As I commented on the previous answer the reasons for setting a limit on those memory pools is different.
If your users previously increased the MaxPermSize above the default that probably was either to avoid Full GCs / concurrent mode failures with CMS or because their applications genuinely needed a lot of perm gen space.
Decreasing the the metaspace limit from its effectively infinite default would serve an entirely different purpose: Avoiding unbounded metaspace growth.
The thing is that that's just an upper limit. The actually committed, i.e. current metaspace size will be smaller. In fact, there is a setting called MaxMetaspaceFreeRatio
(default 70%) which means that the actual metaspace size will never exceed 230% of its occupancy.
And for it to grow it first would have to fill up, forcing a garbage collection (metaspace full) in an attempt to free objects and only when it cannot meet its MinMetaspaceFreeRatio
(default 40%) goal it would expand the current metaspace to no more than 230% of the occupancy after the GC cycle.
So in practice the actual metaspace size should stabilize within a band close relative to its actual need unless the application is continuously leaking classloaders/classes or generating an enormous amount of dynamic code.
TL;DR: There may be reasons to restrict metaspace size, but they likely are different to the original reasons for setting the perm gen sizes. Therefore the need should be re-evaluated.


Whichever lines of the entries hold the word "legend" should be identified and copied.

-- RECORDS FOR PROCESSING follows --

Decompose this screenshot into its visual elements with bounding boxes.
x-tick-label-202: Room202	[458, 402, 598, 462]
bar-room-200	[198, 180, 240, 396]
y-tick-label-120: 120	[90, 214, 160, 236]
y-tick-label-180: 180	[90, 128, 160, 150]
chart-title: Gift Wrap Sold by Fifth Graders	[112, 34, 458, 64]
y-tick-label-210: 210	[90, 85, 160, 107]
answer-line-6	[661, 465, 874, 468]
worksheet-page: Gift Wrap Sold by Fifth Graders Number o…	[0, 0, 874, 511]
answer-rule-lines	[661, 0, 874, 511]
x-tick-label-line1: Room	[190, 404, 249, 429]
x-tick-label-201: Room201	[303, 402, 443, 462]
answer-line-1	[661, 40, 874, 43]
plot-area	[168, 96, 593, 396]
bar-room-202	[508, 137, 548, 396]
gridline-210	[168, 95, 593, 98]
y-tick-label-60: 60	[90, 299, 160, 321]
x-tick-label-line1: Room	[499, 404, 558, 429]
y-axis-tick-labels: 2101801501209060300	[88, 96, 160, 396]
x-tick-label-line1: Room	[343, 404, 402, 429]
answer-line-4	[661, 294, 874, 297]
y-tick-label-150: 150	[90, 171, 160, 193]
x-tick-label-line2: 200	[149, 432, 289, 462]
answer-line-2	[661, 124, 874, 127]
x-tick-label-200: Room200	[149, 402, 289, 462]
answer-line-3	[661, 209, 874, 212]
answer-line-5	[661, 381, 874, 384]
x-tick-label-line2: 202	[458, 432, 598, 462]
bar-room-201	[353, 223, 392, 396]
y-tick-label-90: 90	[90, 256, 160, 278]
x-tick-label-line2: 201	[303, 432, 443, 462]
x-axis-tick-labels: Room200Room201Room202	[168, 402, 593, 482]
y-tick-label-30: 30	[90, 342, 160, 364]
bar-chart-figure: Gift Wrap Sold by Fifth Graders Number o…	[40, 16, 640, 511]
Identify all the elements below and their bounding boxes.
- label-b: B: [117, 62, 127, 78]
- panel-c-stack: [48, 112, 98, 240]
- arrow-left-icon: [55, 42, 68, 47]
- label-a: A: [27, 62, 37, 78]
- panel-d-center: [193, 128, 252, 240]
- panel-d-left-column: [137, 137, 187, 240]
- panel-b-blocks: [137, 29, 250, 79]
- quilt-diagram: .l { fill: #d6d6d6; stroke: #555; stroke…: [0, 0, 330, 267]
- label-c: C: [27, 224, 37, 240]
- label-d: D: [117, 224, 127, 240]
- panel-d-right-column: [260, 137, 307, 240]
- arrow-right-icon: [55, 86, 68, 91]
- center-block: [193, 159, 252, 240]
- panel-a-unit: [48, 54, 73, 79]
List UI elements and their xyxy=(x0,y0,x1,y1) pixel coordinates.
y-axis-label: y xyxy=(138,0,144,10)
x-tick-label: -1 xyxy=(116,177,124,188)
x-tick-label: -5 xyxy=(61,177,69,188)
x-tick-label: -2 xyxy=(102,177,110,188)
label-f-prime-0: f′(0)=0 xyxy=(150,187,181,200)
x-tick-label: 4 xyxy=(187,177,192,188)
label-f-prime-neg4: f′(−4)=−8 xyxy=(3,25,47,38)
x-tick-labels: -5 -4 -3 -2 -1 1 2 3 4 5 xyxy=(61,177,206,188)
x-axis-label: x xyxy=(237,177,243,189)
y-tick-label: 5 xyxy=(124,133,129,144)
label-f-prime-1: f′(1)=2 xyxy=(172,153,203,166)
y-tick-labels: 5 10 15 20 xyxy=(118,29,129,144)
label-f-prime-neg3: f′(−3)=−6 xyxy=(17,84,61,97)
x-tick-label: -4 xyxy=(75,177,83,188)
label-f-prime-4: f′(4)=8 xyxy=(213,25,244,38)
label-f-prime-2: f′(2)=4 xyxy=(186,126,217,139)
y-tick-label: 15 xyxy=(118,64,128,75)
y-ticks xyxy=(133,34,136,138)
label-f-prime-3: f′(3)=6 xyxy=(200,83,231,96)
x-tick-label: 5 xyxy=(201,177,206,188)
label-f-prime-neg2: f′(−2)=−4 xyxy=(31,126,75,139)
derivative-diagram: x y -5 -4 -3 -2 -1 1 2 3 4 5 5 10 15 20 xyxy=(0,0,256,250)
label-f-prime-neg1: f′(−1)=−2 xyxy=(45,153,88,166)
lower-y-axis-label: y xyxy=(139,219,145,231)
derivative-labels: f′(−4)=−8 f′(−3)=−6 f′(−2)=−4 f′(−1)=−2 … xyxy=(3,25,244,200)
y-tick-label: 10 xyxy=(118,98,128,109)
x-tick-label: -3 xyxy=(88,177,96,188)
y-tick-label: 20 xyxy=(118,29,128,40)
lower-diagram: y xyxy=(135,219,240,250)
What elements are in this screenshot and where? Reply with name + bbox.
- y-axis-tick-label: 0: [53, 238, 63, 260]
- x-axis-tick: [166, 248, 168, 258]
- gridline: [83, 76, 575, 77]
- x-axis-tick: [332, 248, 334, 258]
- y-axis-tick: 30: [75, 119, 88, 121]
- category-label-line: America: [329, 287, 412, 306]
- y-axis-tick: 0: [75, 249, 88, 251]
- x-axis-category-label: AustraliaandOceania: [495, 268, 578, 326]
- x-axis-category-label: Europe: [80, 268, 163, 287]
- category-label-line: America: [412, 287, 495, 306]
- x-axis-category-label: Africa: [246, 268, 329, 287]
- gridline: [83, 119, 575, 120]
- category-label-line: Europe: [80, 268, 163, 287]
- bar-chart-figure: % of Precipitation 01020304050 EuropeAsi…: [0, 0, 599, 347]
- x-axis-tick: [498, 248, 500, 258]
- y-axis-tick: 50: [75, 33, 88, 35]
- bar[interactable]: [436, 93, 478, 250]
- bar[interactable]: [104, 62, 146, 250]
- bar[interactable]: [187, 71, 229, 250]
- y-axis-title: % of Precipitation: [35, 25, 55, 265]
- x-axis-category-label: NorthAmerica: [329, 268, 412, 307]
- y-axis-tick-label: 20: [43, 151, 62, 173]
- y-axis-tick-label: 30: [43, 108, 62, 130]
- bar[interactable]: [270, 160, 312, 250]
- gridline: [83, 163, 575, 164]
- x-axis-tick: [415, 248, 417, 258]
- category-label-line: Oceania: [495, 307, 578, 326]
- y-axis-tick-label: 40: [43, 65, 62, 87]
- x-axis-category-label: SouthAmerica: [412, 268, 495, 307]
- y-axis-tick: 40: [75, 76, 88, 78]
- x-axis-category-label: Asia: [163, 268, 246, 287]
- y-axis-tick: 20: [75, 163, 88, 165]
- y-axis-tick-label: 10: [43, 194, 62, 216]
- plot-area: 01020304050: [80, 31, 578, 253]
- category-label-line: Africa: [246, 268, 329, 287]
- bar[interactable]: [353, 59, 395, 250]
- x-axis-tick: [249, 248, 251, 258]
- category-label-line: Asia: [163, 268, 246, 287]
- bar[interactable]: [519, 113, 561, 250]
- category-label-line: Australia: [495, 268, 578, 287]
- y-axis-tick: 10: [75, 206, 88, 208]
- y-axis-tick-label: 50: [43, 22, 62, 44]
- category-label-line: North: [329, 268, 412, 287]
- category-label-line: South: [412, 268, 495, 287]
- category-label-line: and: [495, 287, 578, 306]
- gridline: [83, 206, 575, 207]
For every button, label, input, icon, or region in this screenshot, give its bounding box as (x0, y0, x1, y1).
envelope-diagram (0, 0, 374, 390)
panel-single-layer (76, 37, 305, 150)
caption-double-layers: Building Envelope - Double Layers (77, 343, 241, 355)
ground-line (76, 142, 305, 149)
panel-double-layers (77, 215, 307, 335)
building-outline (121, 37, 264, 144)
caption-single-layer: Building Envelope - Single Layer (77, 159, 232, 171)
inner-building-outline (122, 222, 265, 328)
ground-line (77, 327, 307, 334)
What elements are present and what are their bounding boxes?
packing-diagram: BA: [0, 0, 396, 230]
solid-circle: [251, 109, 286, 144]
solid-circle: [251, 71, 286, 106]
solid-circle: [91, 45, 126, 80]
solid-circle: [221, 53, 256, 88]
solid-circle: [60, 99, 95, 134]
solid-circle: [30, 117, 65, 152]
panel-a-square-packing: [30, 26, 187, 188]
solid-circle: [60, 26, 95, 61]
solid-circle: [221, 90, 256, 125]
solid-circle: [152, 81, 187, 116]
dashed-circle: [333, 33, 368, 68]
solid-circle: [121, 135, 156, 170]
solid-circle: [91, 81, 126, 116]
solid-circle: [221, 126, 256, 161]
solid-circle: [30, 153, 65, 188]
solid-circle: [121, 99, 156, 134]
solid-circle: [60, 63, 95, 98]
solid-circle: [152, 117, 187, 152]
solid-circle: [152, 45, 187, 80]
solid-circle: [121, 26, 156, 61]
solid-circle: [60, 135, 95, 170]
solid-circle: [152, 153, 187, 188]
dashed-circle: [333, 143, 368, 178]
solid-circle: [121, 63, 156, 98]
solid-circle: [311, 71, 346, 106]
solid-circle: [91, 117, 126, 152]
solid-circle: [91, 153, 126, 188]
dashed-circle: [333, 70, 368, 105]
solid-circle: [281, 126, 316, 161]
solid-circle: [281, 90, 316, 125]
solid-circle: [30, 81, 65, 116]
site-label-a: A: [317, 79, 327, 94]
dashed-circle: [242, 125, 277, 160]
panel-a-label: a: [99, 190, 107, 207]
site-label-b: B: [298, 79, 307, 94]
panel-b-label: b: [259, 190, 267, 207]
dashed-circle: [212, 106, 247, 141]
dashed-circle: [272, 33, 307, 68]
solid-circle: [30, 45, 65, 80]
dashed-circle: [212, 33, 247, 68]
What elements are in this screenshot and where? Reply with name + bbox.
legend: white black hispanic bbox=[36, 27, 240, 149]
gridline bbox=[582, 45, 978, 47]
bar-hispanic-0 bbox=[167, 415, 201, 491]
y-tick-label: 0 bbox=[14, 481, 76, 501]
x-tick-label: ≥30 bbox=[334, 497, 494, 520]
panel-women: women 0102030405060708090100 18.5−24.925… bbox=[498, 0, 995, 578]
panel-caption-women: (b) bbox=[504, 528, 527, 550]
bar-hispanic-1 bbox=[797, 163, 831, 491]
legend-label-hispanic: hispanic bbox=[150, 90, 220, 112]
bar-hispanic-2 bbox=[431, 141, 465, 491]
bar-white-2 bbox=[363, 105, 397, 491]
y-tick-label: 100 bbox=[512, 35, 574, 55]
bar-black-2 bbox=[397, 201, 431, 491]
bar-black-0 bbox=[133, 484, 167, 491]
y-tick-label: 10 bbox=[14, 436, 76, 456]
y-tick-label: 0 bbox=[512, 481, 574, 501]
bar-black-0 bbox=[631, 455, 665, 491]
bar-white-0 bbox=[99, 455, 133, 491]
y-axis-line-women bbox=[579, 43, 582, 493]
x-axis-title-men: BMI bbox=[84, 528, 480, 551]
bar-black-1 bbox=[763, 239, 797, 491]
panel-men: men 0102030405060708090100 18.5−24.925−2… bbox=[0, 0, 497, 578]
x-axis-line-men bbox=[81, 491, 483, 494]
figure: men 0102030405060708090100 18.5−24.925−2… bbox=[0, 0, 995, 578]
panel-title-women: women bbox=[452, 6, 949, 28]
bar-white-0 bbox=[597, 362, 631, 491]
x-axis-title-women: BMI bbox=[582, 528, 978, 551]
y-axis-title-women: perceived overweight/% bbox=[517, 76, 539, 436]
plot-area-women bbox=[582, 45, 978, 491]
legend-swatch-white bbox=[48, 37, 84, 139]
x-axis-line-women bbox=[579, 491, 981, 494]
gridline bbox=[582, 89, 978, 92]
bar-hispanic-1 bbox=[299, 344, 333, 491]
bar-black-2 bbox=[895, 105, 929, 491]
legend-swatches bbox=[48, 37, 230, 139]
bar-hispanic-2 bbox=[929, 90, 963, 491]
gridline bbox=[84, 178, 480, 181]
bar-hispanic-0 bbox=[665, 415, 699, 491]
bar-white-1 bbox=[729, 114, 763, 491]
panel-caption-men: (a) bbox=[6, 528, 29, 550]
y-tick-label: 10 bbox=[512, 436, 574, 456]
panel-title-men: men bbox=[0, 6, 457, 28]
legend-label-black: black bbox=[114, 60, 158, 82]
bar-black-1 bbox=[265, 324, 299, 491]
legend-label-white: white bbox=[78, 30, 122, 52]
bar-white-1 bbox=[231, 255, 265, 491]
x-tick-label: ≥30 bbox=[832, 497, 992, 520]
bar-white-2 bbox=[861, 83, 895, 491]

-- RECORDS FOR PROCESSING concluded --

* WRITTEN ANSWER
legend: white black hispanic bbox=[36, 27, 240, 149]
legend-label-hispanic: hispanic bbox=[150, 90, 220, 112]
legend-swatch-white bbox=[48, 37, 84, 139]
legend-swatches bbox=[48, 37, 230, 139]
legend-label-black: black bbox=[114, 60, 158, 82]
legend-label-white: white bbox=[78, 30, 122, 52]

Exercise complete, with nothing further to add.